What Is Peri Peri Masala Here

Once, there was no peri peri. There was only the African bird’s-eye chili—small, furious, and red as a sunset over the savannah. The Pili Pili, they called it in Swahili. Pepper, pepper.

Omar paused the voice note, rummaged in his spice box, and then resumed.

For centuries, it stayed in Africa and Portugal. Then, in the 1980s, a man named Fernando Duarte opened a tiny restaurant called Frango no Forno just outside Johannesburg. He had a secret: he didn’t just marinate his chicken in the standard oil, lemon, chili, garlic, and vinegar. He dry-rubbed it first with his grandmother’s peri peri masala —the one with the telltale Indian influence from the Goan cooks who’d settled in Mozambique. what is peri peri masala

Omar, a spice merchant’s son who ran a tiny, chaotic blog called The Masala Nomad , grinned. He didn’t type back an answer. He sent a voice note.

“Real peri peri masala,” he said, “is not just ‘hot sauce powder.’ It is this:” Once, there was no peri peri

Fernando’s chicken became legendary. Soon, peri peri masala was being spooned into peri peri fries, peri peri prawns, peri peri paneer. It traveled back to Goa, then to London, then to a global fast-food chain that put it in a bottle.

Leo looked at the tin with new respect. It wasn't just a spice; it was a story of travel, heat, and flavor. Pepper, pepper

His grandmother chuckled, wiping her hands on her apron. "Oh, that? That’s not just chili powder, Leo. That’s a history lesson in a jar. That is Peri Peri."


(EXERCISE BRIEF) Go through the entries below and copy every line that holds the word "from".

RECORDS PROVIDED section start

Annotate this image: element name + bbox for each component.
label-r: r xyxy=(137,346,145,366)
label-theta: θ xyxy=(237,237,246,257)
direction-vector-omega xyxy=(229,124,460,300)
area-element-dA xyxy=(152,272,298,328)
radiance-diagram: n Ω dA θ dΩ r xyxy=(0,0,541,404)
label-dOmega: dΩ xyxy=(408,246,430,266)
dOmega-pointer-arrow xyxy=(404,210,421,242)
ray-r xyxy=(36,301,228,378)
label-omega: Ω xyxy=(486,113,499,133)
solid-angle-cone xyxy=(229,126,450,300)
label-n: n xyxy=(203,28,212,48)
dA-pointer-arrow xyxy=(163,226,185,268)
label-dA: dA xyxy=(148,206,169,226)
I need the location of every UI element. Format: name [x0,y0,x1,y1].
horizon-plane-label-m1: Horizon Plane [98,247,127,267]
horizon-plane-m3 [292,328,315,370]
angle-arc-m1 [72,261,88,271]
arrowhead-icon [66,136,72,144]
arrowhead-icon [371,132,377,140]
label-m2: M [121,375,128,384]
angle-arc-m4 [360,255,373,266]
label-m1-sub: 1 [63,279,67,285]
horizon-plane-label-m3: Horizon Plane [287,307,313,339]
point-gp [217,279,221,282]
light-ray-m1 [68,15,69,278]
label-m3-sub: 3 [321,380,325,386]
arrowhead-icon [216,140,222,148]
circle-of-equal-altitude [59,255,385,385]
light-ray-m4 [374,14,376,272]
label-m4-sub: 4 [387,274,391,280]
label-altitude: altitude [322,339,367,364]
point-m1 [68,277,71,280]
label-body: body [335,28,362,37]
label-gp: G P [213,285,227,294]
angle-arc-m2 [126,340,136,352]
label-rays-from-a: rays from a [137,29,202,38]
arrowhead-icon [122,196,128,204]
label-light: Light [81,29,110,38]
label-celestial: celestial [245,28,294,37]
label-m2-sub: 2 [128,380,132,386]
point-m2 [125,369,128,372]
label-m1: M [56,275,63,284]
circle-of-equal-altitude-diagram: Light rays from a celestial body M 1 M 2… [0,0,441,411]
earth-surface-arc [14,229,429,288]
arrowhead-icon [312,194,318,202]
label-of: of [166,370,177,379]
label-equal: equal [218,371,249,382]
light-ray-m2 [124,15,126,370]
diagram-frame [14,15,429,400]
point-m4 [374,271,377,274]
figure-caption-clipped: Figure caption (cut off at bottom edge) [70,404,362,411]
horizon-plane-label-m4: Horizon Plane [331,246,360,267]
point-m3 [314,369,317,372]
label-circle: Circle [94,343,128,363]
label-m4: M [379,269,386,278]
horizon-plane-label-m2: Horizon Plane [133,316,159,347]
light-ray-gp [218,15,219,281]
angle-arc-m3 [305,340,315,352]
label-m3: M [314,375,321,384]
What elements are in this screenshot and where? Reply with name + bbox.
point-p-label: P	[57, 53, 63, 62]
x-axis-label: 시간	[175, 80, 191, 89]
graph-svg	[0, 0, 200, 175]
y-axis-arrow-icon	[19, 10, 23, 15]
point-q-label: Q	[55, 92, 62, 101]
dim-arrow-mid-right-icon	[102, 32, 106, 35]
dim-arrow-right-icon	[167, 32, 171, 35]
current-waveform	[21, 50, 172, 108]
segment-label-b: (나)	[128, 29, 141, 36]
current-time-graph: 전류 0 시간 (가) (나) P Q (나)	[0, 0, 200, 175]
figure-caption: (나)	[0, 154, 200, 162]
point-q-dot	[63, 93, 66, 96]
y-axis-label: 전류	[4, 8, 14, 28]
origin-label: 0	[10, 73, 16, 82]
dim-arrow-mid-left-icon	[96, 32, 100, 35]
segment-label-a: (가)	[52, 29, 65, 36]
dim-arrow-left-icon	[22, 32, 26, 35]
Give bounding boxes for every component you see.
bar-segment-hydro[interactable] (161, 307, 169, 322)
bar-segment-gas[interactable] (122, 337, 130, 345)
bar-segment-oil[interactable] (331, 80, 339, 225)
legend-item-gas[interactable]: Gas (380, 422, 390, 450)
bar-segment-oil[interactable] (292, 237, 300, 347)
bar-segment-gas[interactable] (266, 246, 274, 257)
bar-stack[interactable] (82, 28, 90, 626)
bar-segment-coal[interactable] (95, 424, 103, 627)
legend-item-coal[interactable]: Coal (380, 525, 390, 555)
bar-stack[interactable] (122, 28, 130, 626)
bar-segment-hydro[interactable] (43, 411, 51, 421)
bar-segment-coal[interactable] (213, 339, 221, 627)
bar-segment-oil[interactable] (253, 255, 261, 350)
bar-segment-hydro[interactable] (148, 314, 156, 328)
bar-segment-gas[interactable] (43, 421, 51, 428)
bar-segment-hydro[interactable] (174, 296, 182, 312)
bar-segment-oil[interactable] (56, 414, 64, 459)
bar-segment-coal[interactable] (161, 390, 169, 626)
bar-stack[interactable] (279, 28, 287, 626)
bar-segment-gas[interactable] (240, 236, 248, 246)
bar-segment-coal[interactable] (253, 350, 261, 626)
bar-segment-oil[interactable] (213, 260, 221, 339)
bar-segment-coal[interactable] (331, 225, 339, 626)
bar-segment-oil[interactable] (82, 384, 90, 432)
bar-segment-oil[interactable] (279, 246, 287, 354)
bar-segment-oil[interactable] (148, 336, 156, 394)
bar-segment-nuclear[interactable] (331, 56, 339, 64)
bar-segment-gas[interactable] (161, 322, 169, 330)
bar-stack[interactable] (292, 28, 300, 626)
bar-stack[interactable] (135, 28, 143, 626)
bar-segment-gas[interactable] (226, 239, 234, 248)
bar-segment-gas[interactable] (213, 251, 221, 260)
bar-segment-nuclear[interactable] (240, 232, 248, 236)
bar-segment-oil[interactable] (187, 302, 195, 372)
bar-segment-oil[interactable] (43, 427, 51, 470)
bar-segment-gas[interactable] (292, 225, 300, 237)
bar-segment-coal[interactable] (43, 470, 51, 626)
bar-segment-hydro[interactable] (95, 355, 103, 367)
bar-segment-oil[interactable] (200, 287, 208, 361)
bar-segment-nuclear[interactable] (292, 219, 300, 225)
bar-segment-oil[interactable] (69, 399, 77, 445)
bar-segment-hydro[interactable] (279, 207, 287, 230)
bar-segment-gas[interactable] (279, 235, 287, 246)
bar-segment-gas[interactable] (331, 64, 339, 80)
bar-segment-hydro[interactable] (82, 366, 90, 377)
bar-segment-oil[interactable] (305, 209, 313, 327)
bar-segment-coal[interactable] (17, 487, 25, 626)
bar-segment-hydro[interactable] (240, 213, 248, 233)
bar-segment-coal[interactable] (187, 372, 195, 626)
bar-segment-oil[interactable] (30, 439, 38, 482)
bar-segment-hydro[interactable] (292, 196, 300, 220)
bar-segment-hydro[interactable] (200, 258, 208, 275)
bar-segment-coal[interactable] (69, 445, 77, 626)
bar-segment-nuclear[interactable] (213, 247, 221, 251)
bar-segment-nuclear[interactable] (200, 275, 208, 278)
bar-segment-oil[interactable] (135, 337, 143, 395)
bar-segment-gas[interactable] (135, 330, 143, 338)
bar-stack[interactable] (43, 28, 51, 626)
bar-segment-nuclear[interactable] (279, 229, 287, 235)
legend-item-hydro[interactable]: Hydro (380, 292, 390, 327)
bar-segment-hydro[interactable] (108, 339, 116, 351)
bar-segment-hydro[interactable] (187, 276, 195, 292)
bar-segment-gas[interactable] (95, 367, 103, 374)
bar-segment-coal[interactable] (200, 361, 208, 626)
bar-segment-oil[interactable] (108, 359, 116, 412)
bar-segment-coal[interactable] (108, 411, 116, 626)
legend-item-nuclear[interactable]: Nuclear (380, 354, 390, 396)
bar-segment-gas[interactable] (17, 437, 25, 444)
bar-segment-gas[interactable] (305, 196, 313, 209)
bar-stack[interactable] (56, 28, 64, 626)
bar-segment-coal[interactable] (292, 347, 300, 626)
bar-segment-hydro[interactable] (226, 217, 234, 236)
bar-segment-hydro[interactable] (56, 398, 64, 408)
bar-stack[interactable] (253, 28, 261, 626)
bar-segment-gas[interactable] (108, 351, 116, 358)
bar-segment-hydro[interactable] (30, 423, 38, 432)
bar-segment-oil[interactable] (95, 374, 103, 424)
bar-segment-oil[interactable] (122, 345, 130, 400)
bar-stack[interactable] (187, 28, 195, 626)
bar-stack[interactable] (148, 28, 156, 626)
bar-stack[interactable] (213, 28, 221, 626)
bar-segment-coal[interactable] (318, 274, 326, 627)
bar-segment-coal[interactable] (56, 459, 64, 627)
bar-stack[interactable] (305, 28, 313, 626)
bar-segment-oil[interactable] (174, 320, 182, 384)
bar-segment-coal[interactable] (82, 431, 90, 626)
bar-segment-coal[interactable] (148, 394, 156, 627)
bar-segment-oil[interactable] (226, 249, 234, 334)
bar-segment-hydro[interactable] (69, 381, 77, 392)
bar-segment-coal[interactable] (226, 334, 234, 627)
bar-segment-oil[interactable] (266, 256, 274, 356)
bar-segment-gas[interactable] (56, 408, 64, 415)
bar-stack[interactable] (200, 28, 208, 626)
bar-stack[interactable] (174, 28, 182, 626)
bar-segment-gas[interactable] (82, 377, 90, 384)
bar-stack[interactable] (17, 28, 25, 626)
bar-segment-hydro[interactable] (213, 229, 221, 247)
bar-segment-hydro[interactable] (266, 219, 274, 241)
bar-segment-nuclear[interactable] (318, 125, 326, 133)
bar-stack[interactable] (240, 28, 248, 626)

RECORDS PROVIDED section end

(ANSWER TO THE EXERCISE)
label-rays-from-a: rays from a [137,29,202,38]
circle-of-equal-altitude-diagram: Light rays from a celestial body M 1 M 2… [0,0,441,411]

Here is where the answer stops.